See CLAUDE.md for full details.

Debugging

Quick Diagnostics

Symptom Try
Tool hangs on first call Check OAUTH_CALLBACK_PORT is free
keyring.errors.NoKeyringError Install keyrings.alt (headless Linux)
401 after working previously Delete keyring entry, re-authenticate
GraphQL "succeeds" but no data Check errors[] in response body
Truncated response Use pagination or raise MCP_MAX_RESPONSE_BYTES

Enabling Debug Mode

MCP_DEBUG=true MCP_LOG_LEVEL=DEBUG python -m src.server

This dumps full HTTP exchanges (with secrets redacted) to stderr. Never to stdoutstdout carries the MCP JSON-RPC protocol stream.

Logging Notes

  • All logs go to stderr (or optional MCP_LOG_FILE).
  • Tokens, API keys, Authorization headers, and credentials are auto-redacted before logging.
  • Logs are structured JSON (one event per line) for easy parsing with jq.

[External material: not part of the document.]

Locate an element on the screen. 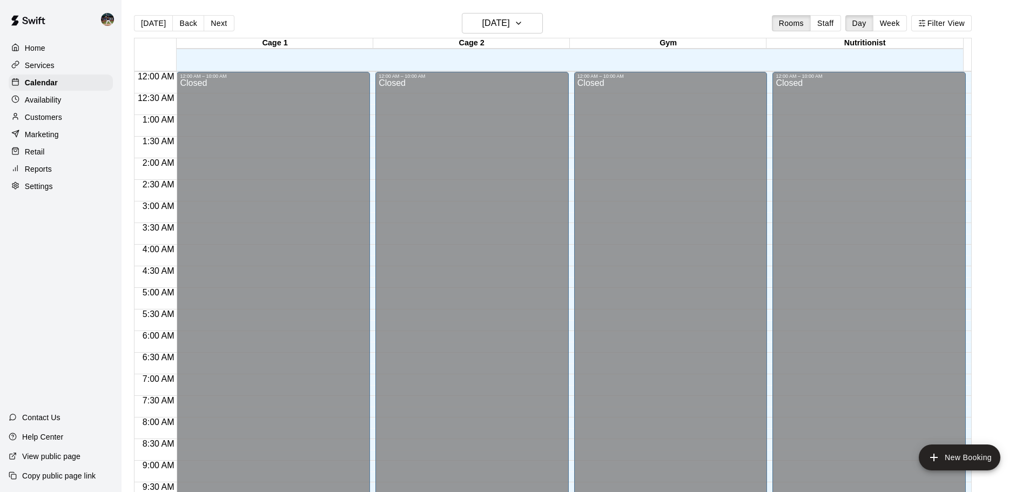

See CLAUDE.md for full debugging strategy.

Development Roadmap

Phase 1: Project Setup

  • [x] requirements.txt with pinned dependencies
  • [x] .gitignore for secrets and caches
  • [x] .env.example documenting environment variables
  • [ ] Initialize src/ package structure
  • [ ] Initial config/api_configs.json template

Phase 2: Core MCP Server

  • [ ] MCP server initialization
  • [ ] Tool schema definitions
  • [ ] Logging and error handling

Phase 3: Authentication

  • [ ] OAuth 2.0 authorization code flow
  • [ ] Local callback HTTP server
  • [ ] Keyring-based token storage
  • [ ] Token refresh logic

Phase 4: API Gateway

  • [ ] Generic REST client
  • [ ] GraphQL query/mutation support
  • [ ] Multi-auth method support
  • [ ] Request/response handlers

Phase 5: Tools & Integration

  • [ ] Implement fetch_data tool
  • [ ] Implement send_data tool
  • [ ] Implement execute_graphql tool
  • [ ] Implement list_apis and get_status tools

Phase 6: Testing & Polish

  • [ ] Unit tests per module
  • [ ] Integration tests with mock APIs
  • [ ] Configuration examples
  • [ ] User documentation

Future Enhancements

  • MCP App: Standalone web interface as a frontend on top of this gateway
  • Persistent Storage: SQLite/PostgreSQL for data history and audit logs
  • Rate Limiting: Per-API rate limiting and request queuing
  • Caching: Response caching with configurable TTL
  • Multi-Tenant: Support multiple users with separate credential stores
  • Webhooks: Receive data via incoming webhooks
  • Data Transformation Pipelines: Chain transformations across APIs

Security

  • All credentials stored in OS-level secure keyring (Keychain on macOS, Credential Manager on Windows, Secret Service on Linux)
  • .env file excluded from version control via .gitignore
  • OAuth uses standard authorization code flow (no implicit grant)
  • Tokens never logged or exposed in error messages
  • Local callback server only listens on localhost and only during the OAuth flow

License

TBD

Contributing

This project is in early development. Contribution guidelines will be added once the core implementation is stable.